A familiar face on a Mission District corner disappeared this week. A mural of Cesar Chavez that covered the facade of the Latin Rock Music House at 25th and York Streets in San Francisco was painted over Wednesday, a move that has quickly become one of the most visible public responses to newly surfaced allegations of sexual abuse against the labor leader.

According to ABC7 Eyewitness News, the building’s owner, Richard Segovia, removed the mural alongside its artist, Carlos “Kookie” Gonzalez. The decision came days after a New York Times investigation reported allegations that Chavez abused women and girls connected to the United Farm Workers movement.

“I did this to let everyone know,” Segovia told ABC7. “Let’s get the ball rolling.”

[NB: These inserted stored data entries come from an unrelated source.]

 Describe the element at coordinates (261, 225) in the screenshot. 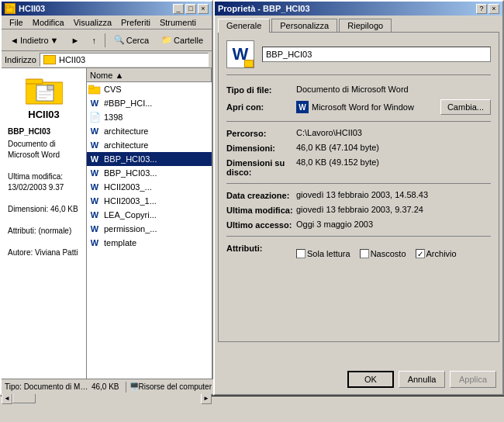

I see `accessed-label: Ultimo accesso:` at that location.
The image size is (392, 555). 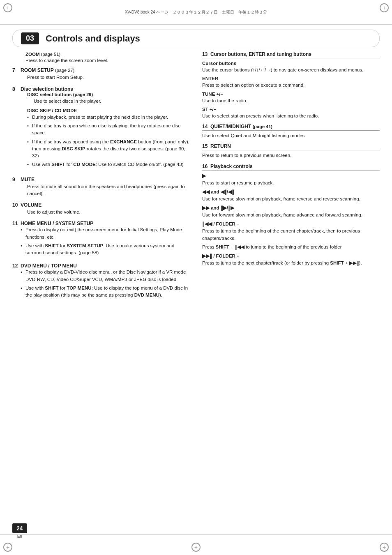 What do you see at coordinates (16, 239) in the screenshot?
I see `section-11-num: 11` at bounding box center [16, 239].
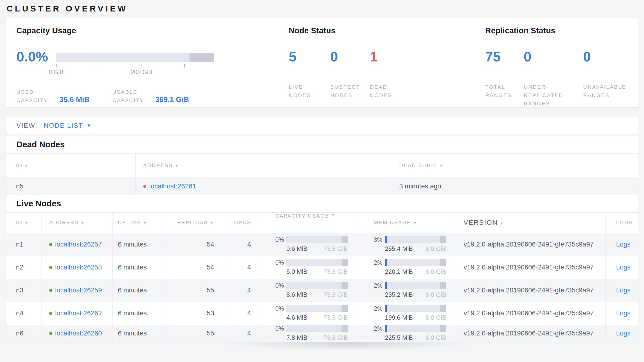 The width and height of the screenshot is (644, 362). I want to click on view-label: VIEW:, so click(27, 126).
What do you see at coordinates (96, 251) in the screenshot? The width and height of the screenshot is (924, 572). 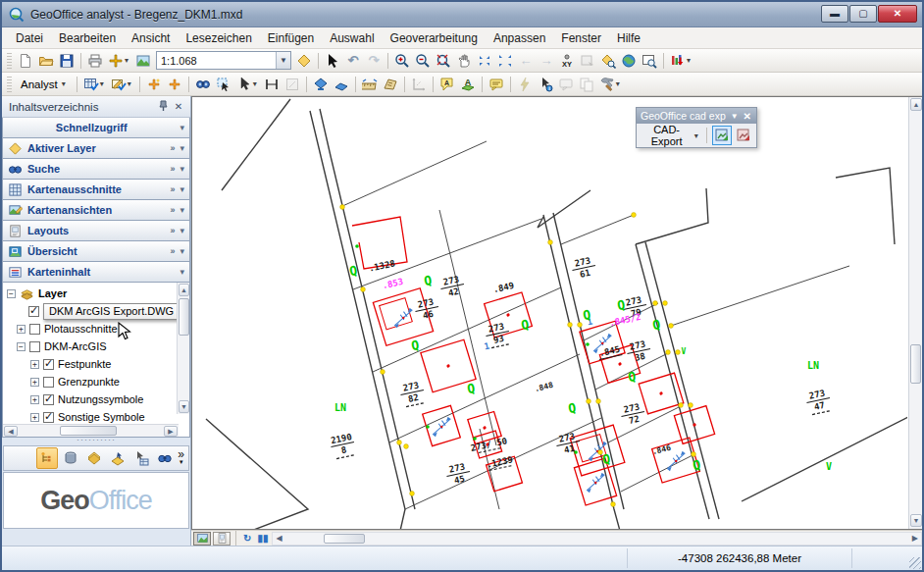 I see `section-uebersicht: Übersicht »▾` at bounding box center [96, 251].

For Gonzalez, who has painted Chavez multiple times over the past three decades, the allegations triggered an immediate reassessment of how — and whether — Chavez should continue to be publicly commemorated. Gonzalez said a planned new mural that had been set to feature Chavez has already been revised to instead center labor leader Dolores Huerta, who has publicly said she was among those harmed.

The Mission District removal underscores how rapidly Chavez’s public image is being recalibrated, particularly in California, where his legacy has long been embedded in civic life through murals, school names, and a state holiday. What had often been treated as settled history is now being renegotiated in real time, with decisions unfolding across city agencies, universities, and cultural institutions.

In Sacramento, the California Museum said it plans to remove Chavez from the California Hall of Fame, an honor he has held since 2006. The museum cited the seriousness of the allegations and said the move would mark the first time it has rescinded the distinction — a notable institutional step that signals how quickly the story is reshaping official forms of recognition.

Outside California, similar actions are already underway. In Denver, a bust of Chavez was removed from a park in the Tennyson neighborhood. The city’s mayor has also said Chavez’s name will be stripped from another park and from a civic holiday, pending approval by the Denver City Council.

Back in the Bay Area, officials and community leaders are weighing comparable changes. At San Francisco State University, administrators are moving to temporarily cover a Chavez mural and to rename a student center that has carried his name for decades. Local politicians have also indicated support for removing Chavez’s name from public sites altogether.

For decades, Chavez occupied a near-unassailable place in the American civil rights canon, widely credited with advancing labor protections for farmworkers. The allegations — reported by the New York Times as based on interviews with dozens of people and internal union records — have prompted a swift and uneasy reconsideration of how that legacy is represented in public space.

As murals are painted over and honors are reconsidered, the question now facing cities and institutions is not only what to do with Chavez’s image, but how to navigate the broader responsibilities of commemoration when new accounts challenge long-standing narratives.